GCC 10 Switches Arm's Scheduling-Pressure Algorithm For Better Performance
A minor optimization was merged into GCC 10 last week for benefiting those on Arm compiling their code with the GNU Compiler Collection.
Prominent Arm toolchain developer Wilco Dijkstra of Arm has changed the default scheduling-pressure algorithm used by their back-end with GCC. In changing the default algorithm the benefit was summed up as:
GCC 10 has also been seeing various other Arm improvements in recent months in making for another notable annual update to this open-source compiler due out in the beginning months of 2020.
Prominent Arm toolchain developer Wilco Dijkstra of Arm has changed the default scheduling-pressure algorithm used by their back-end with GCC. In changing the default algorithm the benefit was summed up as:
Currently the Arm backend selects the alternative sched pressure algorithm. The issue is that this doesn't take register pressure into account, and so it causes significant additional spilling on Arm where there are only 14 allocatable registers. Building SPEC2006 showed significant codesize gains with the default pressure algorithm, so switch back to that. PR77308 shows ~800 fewer instructions.
SPECINT2006 is ~0.6% faster on Cortex-A57 together with the other DImode patches. Overall SPEC codesize is 1.1% smaller.
GCC 10 has also been seeing various other Arm improvements in recent months in making for another notable annual update to this open-source compiler due out in the beginning months of 2020.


Task →
The line containing "Image is 770x456 pixels." and each line after it, through the final line of the data, are to be retyped exactly, with pictures left out.

Input data →
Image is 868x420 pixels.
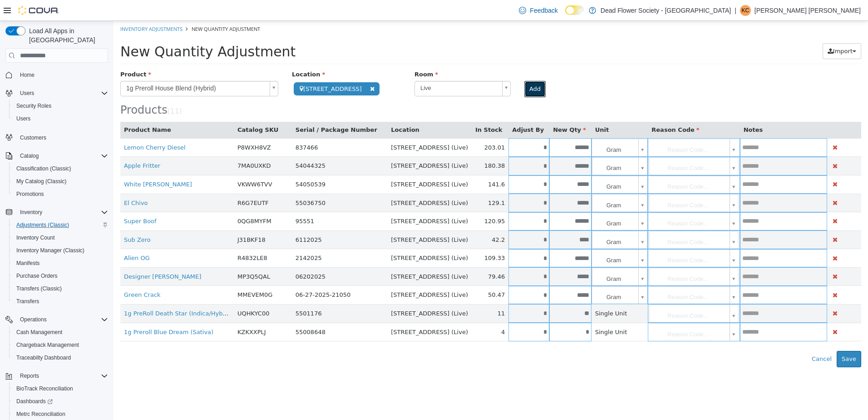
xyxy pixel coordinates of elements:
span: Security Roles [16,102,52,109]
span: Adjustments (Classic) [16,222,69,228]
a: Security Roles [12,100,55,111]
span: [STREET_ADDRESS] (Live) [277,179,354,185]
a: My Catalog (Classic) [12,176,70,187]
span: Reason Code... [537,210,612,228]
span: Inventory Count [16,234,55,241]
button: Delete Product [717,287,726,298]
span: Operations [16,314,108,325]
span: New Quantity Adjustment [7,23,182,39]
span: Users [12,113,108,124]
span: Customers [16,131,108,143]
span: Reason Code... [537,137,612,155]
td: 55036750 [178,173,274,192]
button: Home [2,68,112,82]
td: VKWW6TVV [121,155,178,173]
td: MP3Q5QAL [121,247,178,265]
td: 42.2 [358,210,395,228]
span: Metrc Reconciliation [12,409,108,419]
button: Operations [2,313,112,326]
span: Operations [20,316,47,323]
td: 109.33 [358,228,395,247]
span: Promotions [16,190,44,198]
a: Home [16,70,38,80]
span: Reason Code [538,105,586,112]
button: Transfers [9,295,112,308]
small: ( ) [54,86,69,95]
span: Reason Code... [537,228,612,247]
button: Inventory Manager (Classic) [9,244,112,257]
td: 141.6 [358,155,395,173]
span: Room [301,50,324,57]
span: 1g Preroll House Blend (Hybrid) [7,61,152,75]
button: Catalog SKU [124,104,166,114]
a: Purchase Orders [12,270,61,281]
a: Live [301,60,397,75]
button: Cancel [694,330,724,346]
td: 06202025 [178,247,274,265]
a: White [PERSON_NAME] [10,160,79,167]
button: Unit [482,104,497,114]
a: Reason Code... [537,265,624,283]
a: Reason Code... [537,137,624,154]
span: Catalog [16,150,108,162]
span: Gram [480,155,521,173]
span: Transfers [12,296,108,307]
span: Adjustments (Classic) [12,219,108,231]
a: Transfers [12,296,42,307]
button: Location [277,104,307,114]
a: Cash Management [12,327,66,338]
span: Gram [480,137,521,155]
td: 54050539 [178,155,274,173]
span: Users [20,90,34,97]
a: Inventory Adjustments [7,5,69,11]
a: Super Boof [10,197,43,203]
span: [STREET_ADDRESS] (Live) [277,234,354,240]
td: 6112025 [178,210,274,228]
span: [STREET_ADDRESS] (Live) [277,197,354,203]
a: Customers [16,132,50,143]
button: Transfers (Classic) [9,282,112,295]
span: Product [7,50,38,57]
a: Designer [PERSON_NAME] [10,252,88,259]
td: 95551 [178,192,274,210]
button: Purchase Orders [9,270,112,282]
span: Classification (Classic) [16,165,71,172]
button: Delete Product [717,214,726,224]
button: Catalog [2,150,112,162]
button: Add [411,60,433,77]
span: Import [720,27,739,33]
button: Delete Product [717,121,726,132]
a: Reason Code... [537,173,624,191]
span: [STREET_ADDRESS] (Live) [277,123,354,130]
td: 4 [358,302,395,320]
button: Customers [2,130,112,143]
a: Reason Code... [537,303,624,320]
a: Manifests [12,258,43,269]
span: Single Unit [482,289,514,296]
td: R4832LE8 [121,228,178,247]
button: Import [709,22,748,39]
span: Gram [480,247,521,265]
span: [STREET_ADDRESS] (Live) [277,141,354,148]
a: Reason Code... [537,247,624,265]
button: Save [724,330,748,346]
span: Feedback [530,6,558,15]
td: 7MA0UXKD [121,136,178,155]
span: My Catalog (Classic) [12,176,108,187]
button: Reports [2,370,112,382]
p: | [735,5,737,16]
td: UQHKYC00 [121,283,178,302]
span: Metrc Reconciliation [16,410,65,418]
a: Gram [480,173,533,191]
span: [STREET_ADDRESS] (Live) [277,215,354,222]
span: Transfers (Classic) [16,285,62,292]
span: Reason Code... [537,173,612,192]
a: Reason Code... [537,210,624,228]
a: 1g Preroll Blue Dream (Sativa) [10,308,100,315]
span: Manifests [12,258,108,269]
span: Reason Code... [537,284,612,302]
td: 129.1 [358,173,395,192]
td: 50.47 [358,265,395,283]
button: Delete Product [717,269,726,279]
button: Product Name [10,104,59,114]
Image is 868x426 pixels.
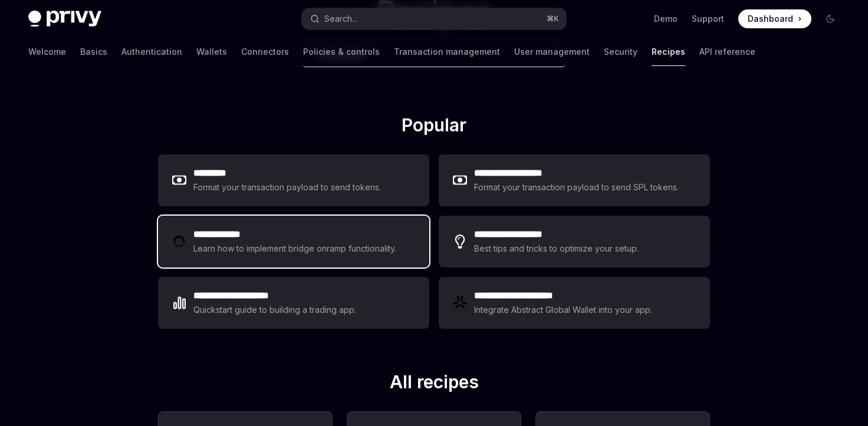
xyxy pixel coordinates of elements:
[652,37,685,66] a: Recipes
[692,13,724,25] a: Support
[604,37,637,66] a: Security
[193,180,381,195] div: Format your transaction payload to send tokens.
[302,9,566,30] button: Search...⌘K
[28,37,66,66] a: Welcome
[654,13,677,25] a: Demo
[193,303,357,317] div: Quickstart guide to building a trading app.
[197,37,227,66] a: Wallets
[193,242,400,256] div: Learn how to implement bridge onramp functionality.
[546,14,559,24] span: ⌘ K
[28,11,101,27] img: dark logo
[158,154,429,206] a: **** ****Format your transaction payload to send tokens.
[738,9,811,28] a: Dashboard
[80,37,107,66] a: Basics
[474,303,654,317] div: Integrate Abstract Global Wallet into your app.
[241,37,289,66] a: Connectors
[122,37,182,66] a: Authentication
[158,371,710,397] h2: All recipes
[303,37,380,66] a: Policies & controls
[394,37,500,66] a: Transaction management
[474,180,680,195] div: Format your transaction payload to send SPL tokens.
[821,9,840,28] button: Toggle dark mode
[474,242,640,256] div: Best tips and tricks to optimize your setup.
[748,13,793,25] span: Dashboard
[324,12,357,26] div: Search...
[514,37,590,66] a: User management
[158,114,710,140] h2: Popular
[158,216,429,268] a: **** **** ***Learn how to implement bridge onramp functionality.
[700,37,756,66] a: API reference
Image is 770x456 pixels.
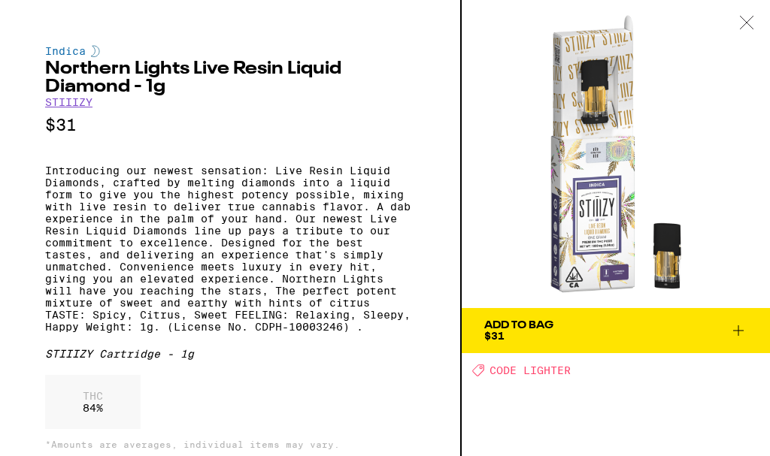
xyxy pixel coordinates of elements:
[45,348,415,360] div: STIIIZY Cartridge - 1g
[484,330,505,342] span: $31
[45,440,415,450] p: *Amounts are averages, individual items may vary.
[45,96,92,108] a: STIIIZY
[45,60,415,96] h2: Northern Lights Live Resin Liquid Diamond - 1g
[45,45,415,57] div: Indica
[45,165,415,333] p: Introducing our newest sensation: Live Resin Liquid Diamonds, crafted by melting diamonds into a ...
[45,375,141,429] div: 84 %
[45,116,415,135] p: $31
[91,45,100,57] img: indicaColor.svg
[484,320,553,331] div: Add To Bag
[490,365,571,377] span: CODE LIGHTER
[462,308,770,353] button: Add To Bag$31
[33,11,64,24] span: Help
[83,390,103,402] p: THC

Answer to this exercise →
Image is 770x456 pixels.
xyxy pixel coordinates of elements:
[45,348,415,360] div: STIIIZY Cartridge - 1g
[484,330,505,342] span: $31
[45,440,415,450] p: *Amounts are averages, individual items may vary.
[45,96,92,108] a: STIIIZY
[45,60,415,96] h2: Northern Lights Live Resin Liquid Diamond - 1g
[45,45,415,57] div: Indica
[45,165,415,333] p: Introducing our newest sensation: Live Resin Liquid Diamonds, crafted by melting diamonds into a ...
[45,375,141,429] div: 84 %
[45,116,415,135] p: $31
[91,45,100,57] img: indicaColor.svg
[484,320,553,331] div: Add To Bag
[490,365,571,377] span: CODE LIGHTER
[462,308,770,353] button: Add To Bag$31
[33,11,64,24] span: Help
[83,390,103,402] p: THC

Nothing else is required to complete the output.